The basic idea would be:
transform the XHTML (and other EPUB stuff) to XSL-FO using XSLT.
use an XSL-FO processor to render the XSL-FO into a paged format that you can display on the mobile device, such as PDF (can you display that?)
I don't know whether there is an XSL-FO processor available for Android. You could try Apache FOP. RenderX (XSL-FO processor) has the advantage of having a paged-HTML output option, but again I don't know if it could run on Android.
There is several ways this could be done. If every line is in its own element all you have to do is to check if one of it's edges goes outside of the view (either the browsers, or the "book page").
If you want to know how many "pages" there is going to be in advance, just temporary move them into the view and get what line a page ends. This could potentially be slow because of that page reflow is needed for the browser to know where anything is.

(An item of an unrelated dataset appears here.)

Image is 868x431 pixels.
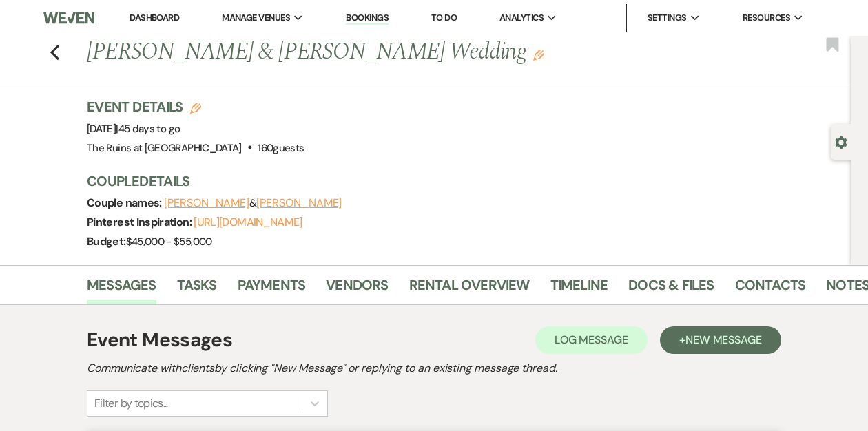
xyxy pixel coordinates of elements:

Otherwise I think that you could use the HTML5 canvas element to measure text and / or draw text.
Some info on that here:
https://developer.mozilla.org/en/Drawing_text_using_a_canvas
http://uupaa-js-spinoff.googlecode.com/svn/trunk/uupaa-excanvas.js/demo/8_2_canvas_measureText.html
Had this same problem recently and inspired by the answers found a plain CSS solution using CSS3's column-* attributes:
/* CSS */
.chapter {
width: 600px;
padding: 60px 10px;
-webkit-column-gap: 40px;
-webkit-column-width: 150px;
-webkit-column-count: 2;
height:400px;
}
/* HTML */
<div class="chapter">
your long lorem ipsum arbitrary HTML
</div>
The example above gives great results on a retina iPhone. Playing around with the different attributes yields in different spacing between the pages and such.
If you need to support multiple chapters for instance which need to start on new pages, there's an XCode 5 example on github: https://github.com/dmrschmidt/ios_uiwebview_pagination
You could split the pages in separate XHTML files and store them in a folder. Eg: page01, page02. You can then render those pages one by one underneath each other.
You can look at http://www.litres.ru/static/OR/or.html?data=/static/trials/00/42/47/00424722.gur.html&art=424722&user=0&trial=1 but the code may be heavily obfuscated, so just use Firebug to inspect DOM.
If the link isn't working, comment - would give you fixed.